Assigned task: Set the pictures aside and return each record below precisely as written.

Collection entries
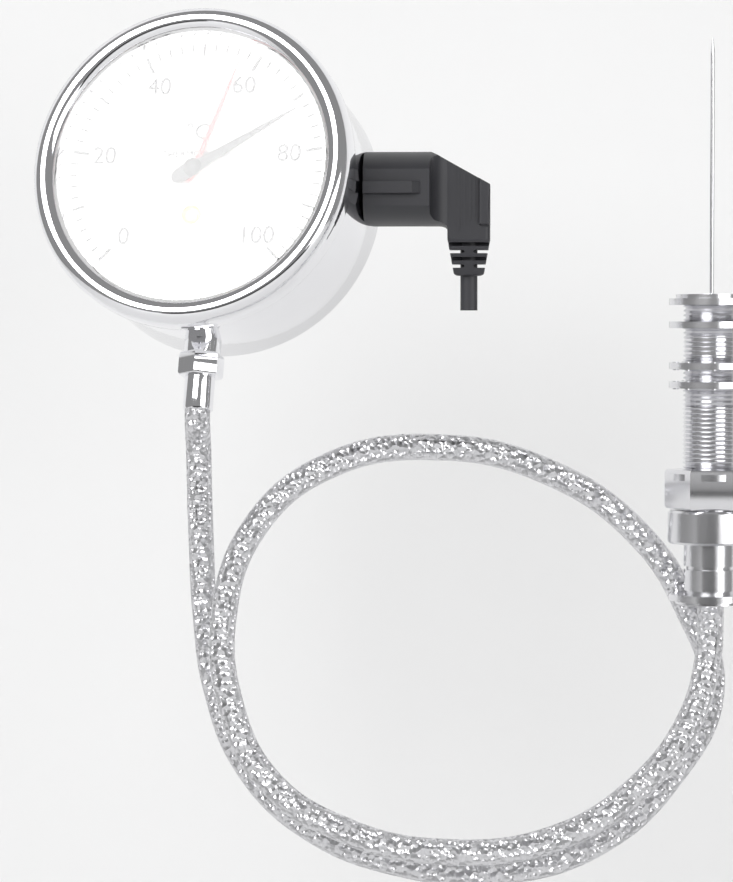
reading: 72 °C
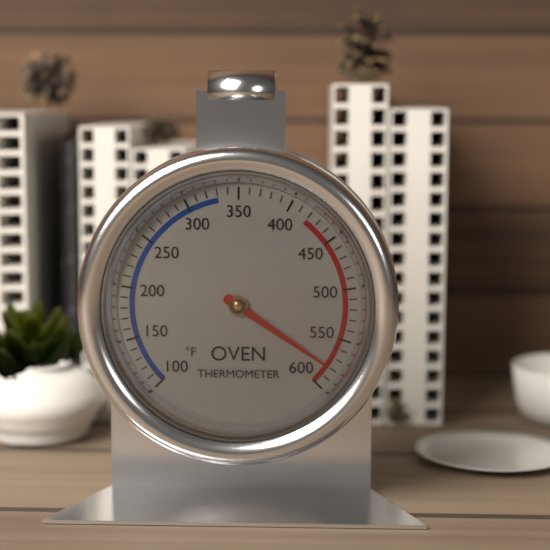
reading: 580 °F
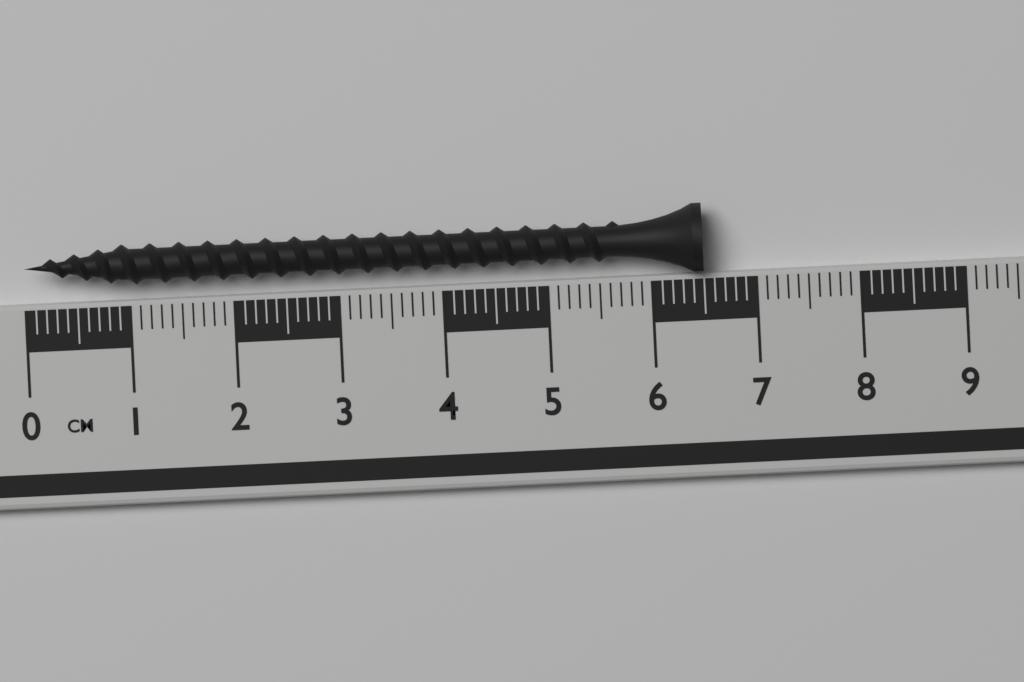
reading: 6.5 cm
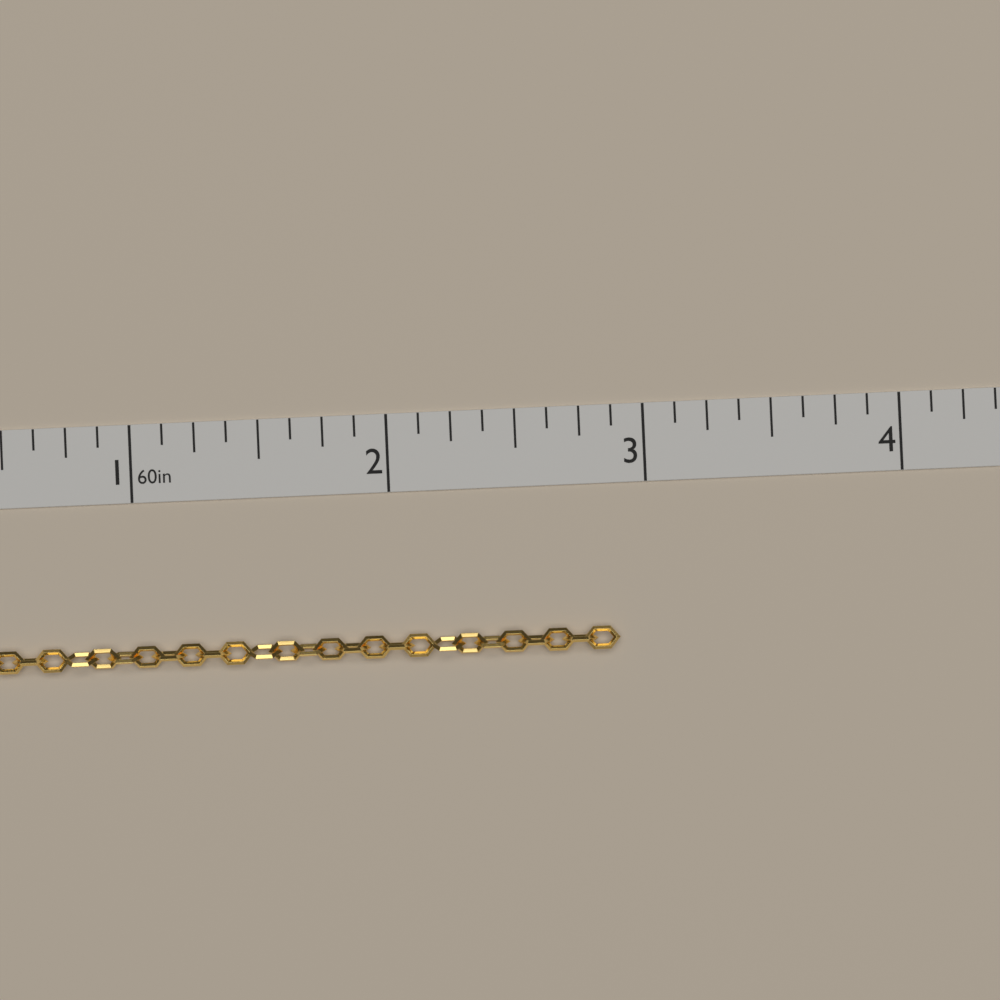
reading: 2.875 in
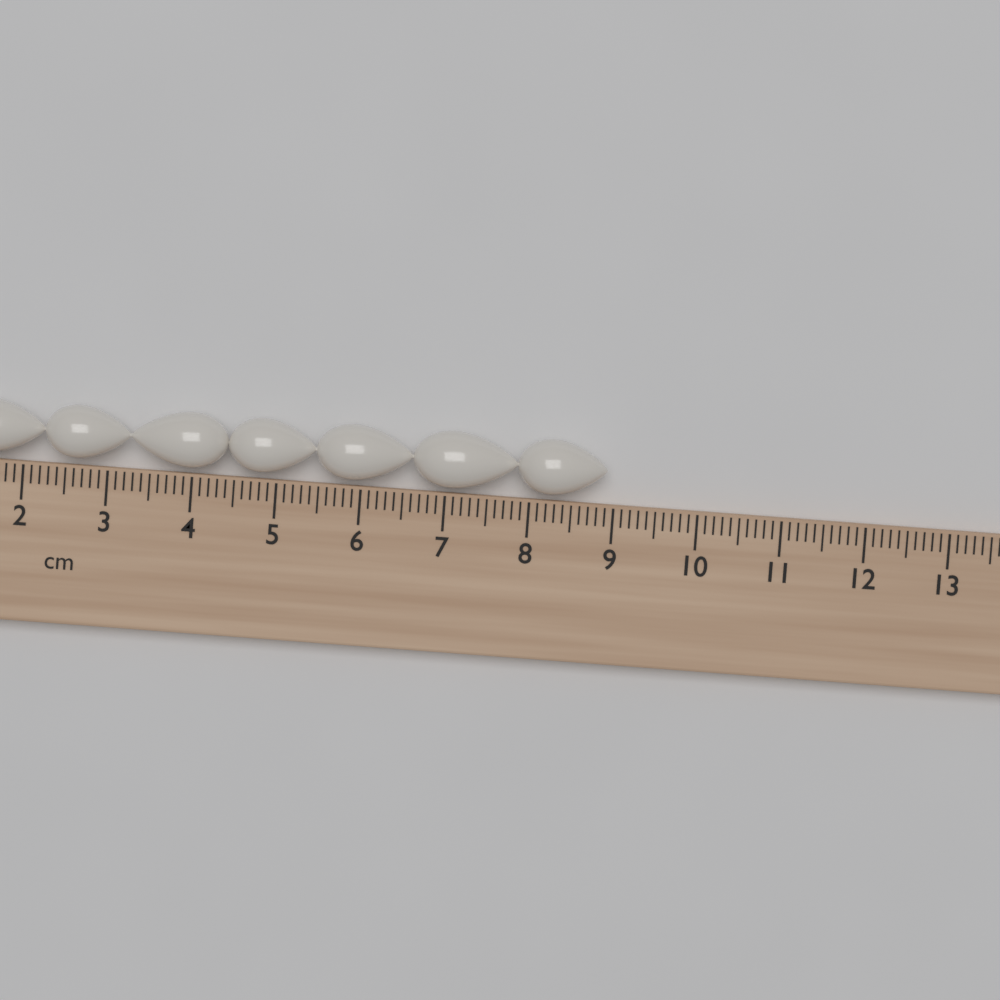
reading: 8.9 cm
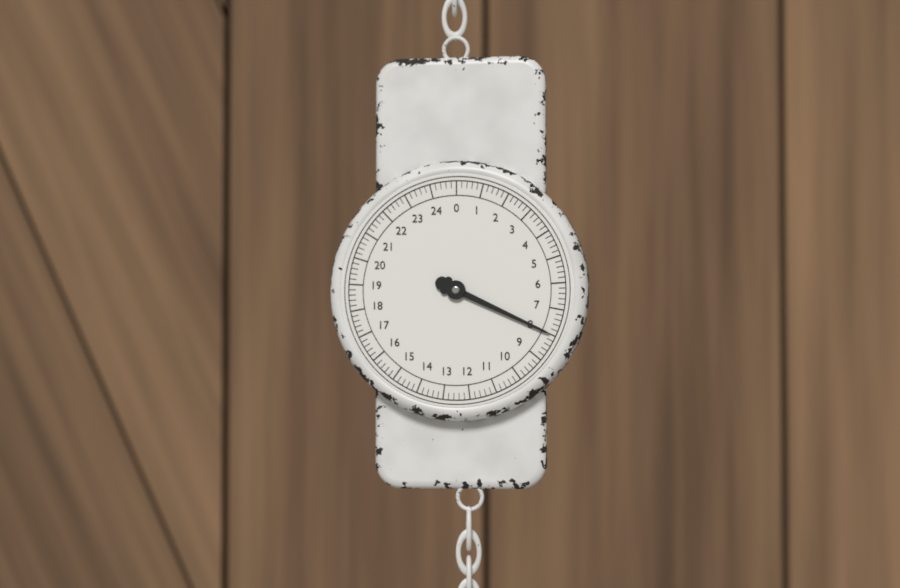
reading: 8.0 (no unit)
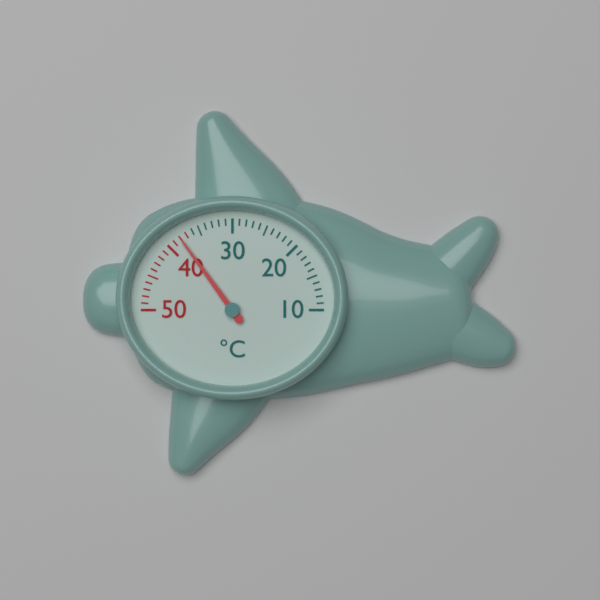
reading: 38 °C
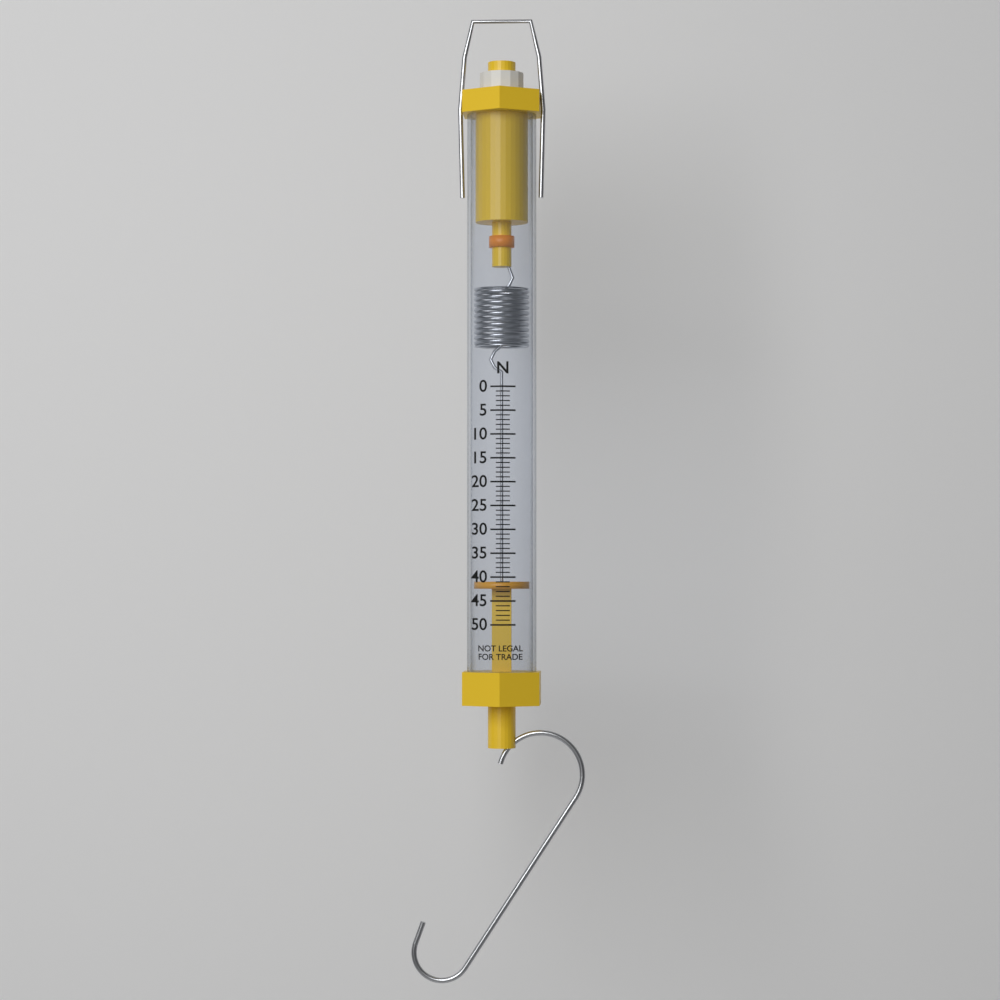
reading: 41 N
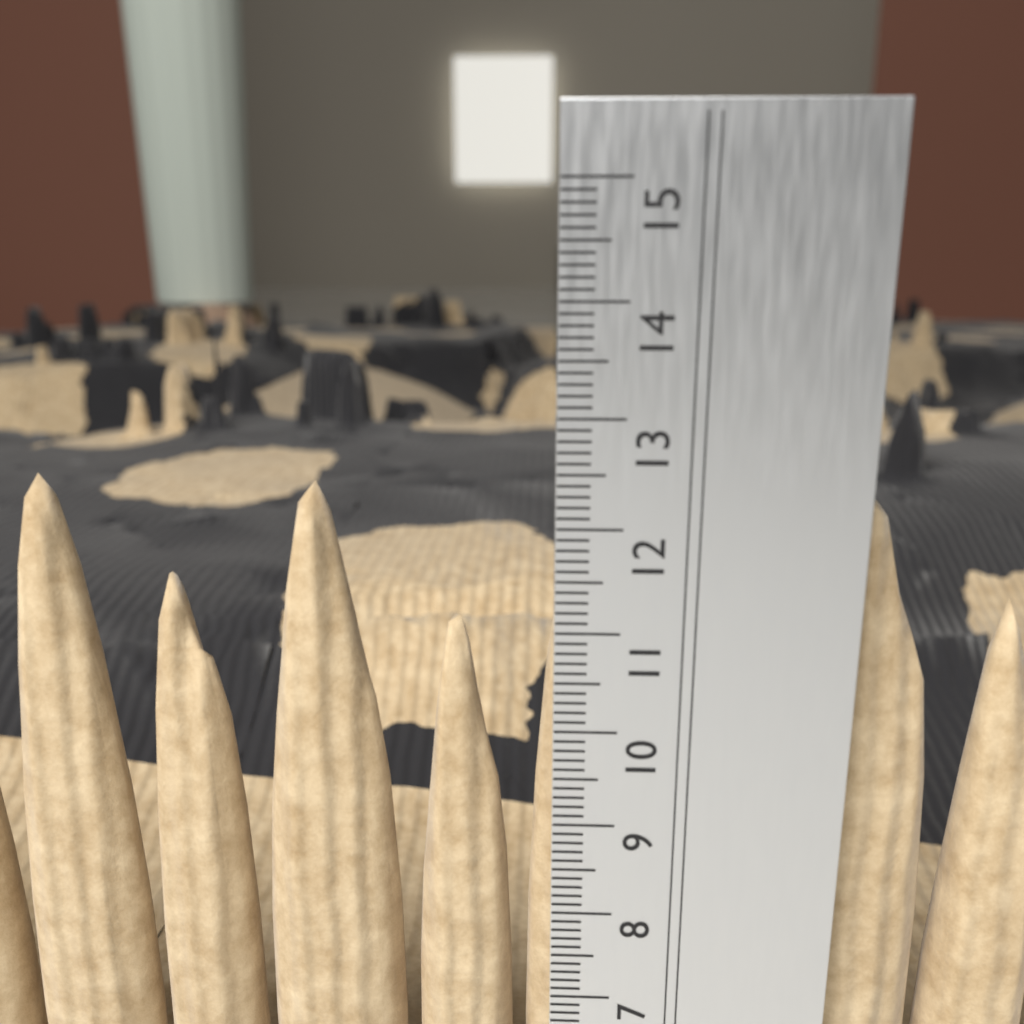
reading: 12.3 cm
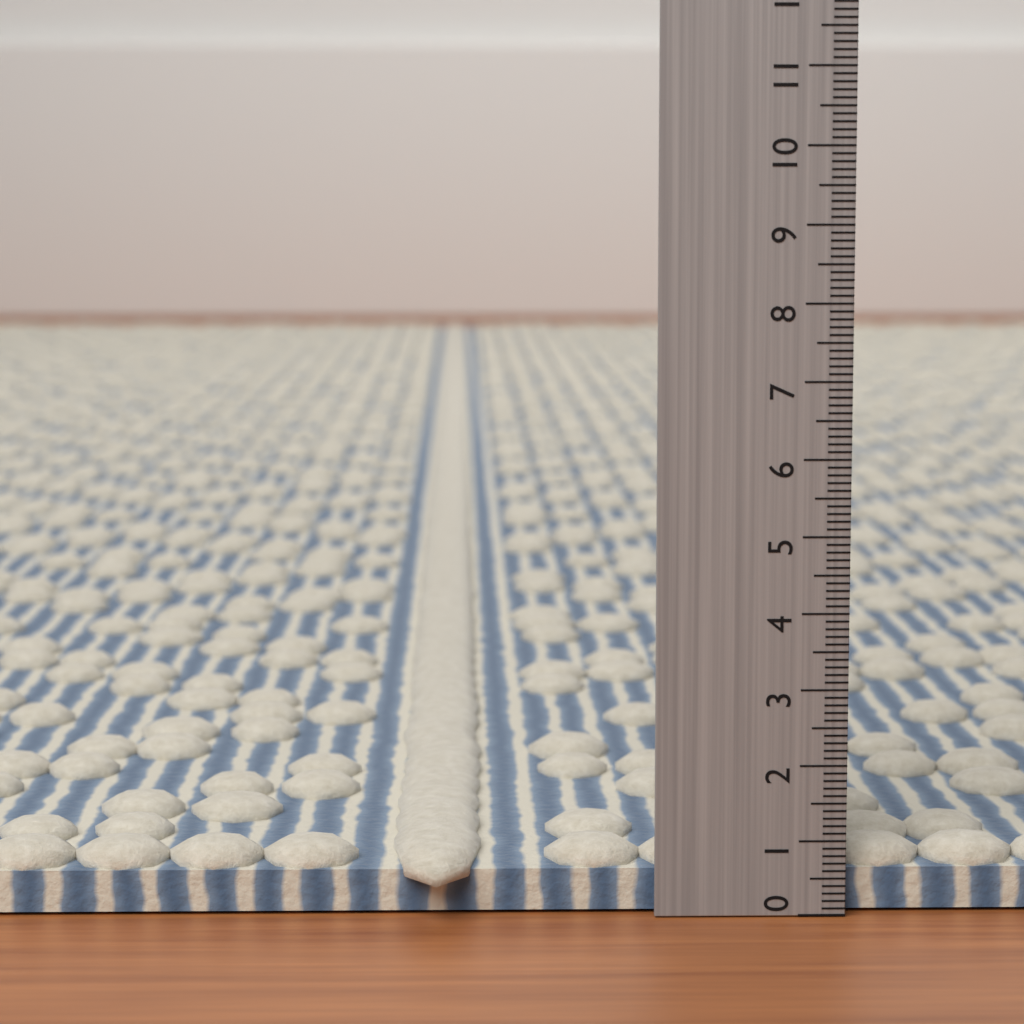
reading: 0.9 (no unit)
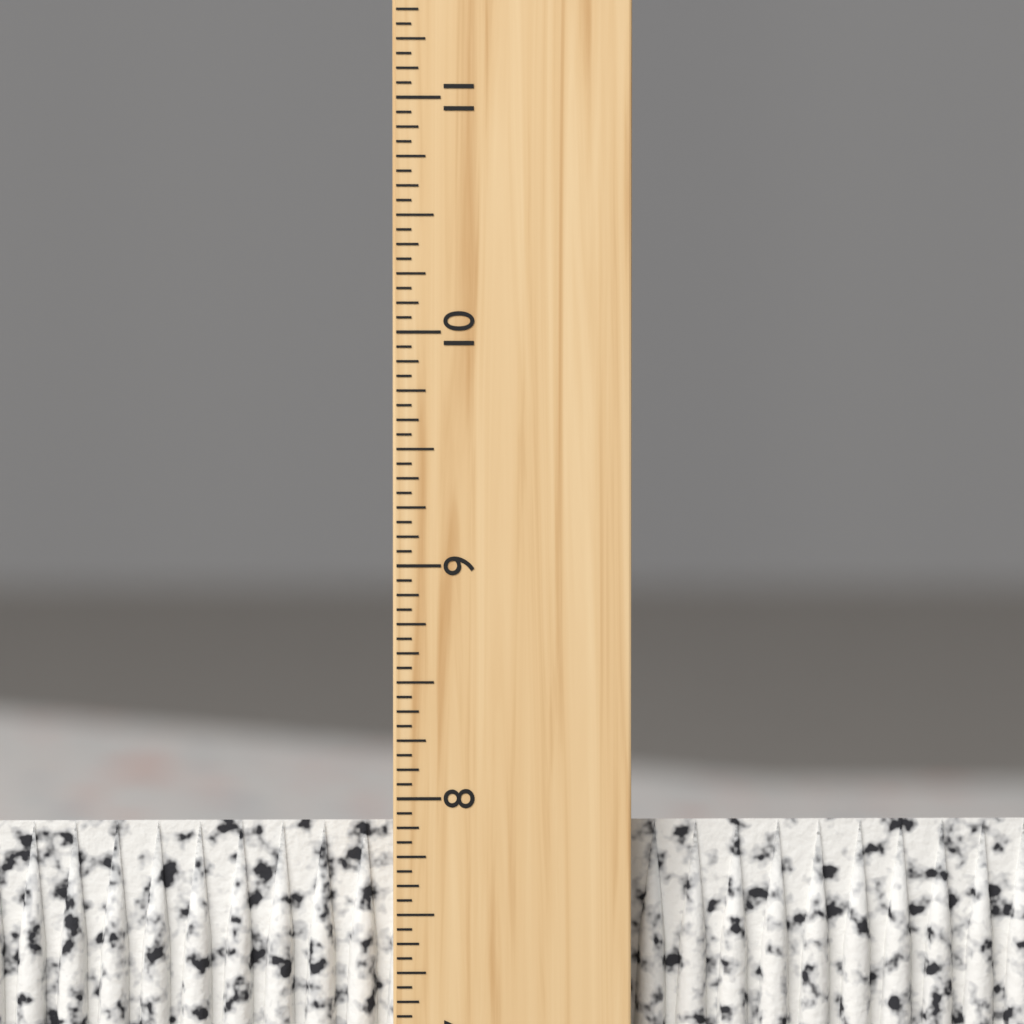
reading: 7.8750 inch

Task response:
reading: 72 °C
reading: 580 °F
reading: 6.5 cm
reading: 2.875 in
reading: 8.9 cm
reading: 8.0 (no unit)
reading: 38 °C
reading: 41 N
reading: 12.3 cm
reading: 0.9 (no unit)
reading: 7.8750 inch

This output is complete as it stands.